For two dreadful minutes the negroes sobbed and prayed; then Mustard Prophet turned shudderingly away from the window and, going to a window on the side of the jail, knelt at the casement and wept like a child, looking up now and then with fear-crazed eyes at the silent statue of the pewter hero of the Lost Cause.
Then while the grim sheriff stood poised and ready, fronting alone the crouching crowd of eager men, the shrill note of an automobile horn was heard and an immense machine whirled around the Confederate Circle and came sailing down the street toward the jail.
One block distant it stopped—abruptly.
The white-haired, white-bearded man at the steering-wheel gazed down the street in surprise. The scene was too familiar to require explanation. Leaping from the car, he walked slowly and cautiously down the street.
Then, up in the second story of the jail, Mustard Prophet leaped to his feet sobbing, praying, shrieking in a perfect frenzy of hope and fear.
“Oh, my Lawd!” he exclaimed. “Dar’s Marse Tom!”

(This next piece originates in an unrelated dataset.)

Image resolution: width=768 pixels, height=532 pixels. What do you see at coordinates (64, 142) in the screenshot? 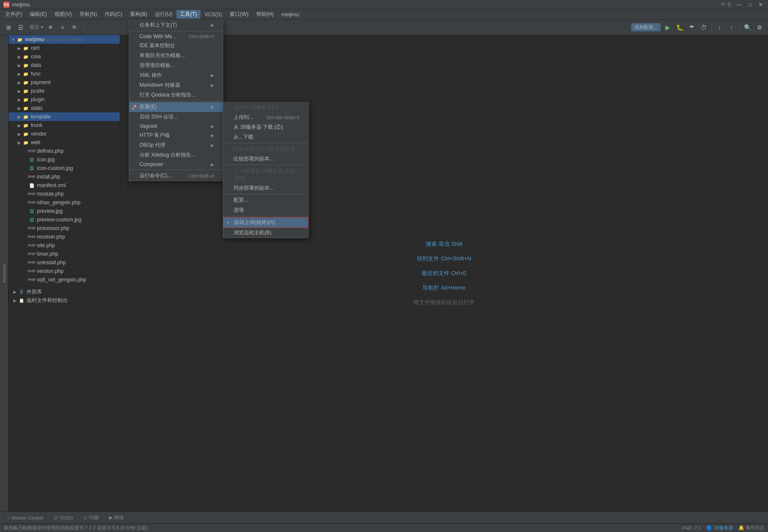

Grabbing his cornet like a drowning man clutches at a straw, he placed it to his quivering lips. Loud and clear, throbbing with the eagerness of hope, the courage of despair, the strains of music became almost articulate speaking the words of a song:
All de world am sad and dreary,
Eberywhere I roam;
Oh, darkies, how my heart grows weary,
Far from de old folks at home!
The god Mars, who had witnessed many warlike scenes in Louisiana, never beheld an incident so grotesquely dramatic as this.

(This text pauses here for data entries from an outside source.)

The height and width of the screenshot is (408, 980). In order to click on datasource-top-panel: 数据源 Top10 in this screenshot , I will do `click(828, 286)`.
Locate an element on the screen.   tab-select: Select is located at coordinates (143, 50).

In front of the jail, grim, white-faced, desperate, determined to end his life right there, and perfectly sure that the end was near, stood Sheriff Ulloa. In the middle of the street, a mob, bloodthirsty and cruel, listening raveningly to the frightened screams of their quarry, and eager for the kill. Up the street, a man serenely observant, apparently indifferent to what was transpiring before his very eyes; while within the jail two strangling, fear-choked negroes whose breath was like the exhaust of an engine and whose hearts beat in their breasts like war-drums, sobbed and screamed and prayed and one of them played on a cornet Old Folks at Home!